## TASK TO CARRY OUT
Using the records below, write out again exactly the lines that begin at the line containing "You are a GUI" and end at the line containing "The width and", and no other lines.
*** Opening of RAW DATA ***
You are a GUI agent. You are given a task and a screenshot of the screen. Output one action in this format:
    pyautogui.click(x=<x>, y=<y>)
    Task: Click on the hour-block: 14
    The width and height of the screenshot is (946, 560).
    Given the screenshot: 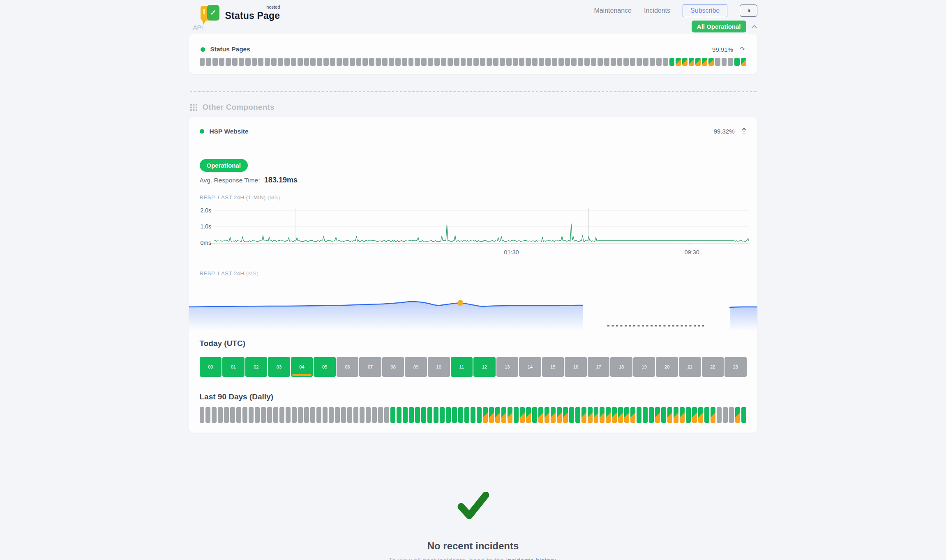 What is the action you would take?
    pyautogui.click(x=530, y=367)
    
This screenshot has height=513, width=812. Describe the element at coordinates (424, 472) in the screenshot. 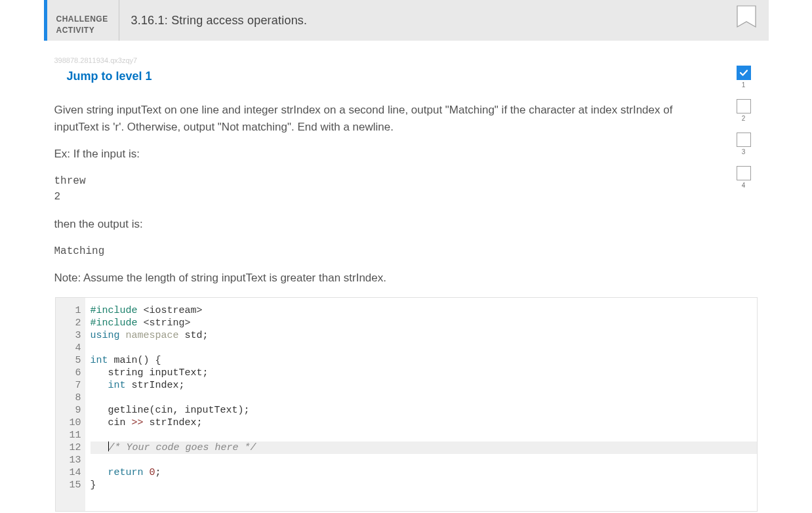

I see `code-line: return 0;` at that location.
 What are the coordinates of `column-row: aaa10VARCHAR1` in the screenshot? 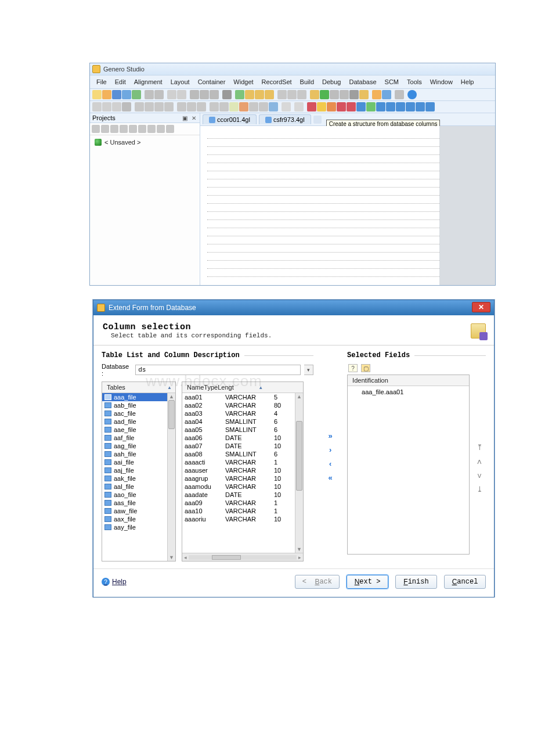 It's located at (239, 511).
*** Close of RAW DATA ***
*** Opening of RAW DATA ***
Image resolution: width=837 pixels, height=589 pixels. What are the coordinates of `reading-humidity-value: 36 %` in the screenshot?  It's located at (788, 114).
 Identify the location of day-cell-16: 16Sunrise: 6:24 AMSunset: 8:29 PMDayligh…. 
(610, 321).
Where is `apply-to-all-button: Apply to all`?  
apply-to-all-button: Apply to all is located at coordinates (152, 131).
*** Close of RAW DATA ***
## WRITTEN SOLUTION
You are a GUI agent. You are given a task and a screenshot of the screen. Output one action in this format:
    pyautogui.click(x=<x>, y=<y>)
    Task: Click on the hour-block: 14
    The width and height of the screenshot is (946, 560).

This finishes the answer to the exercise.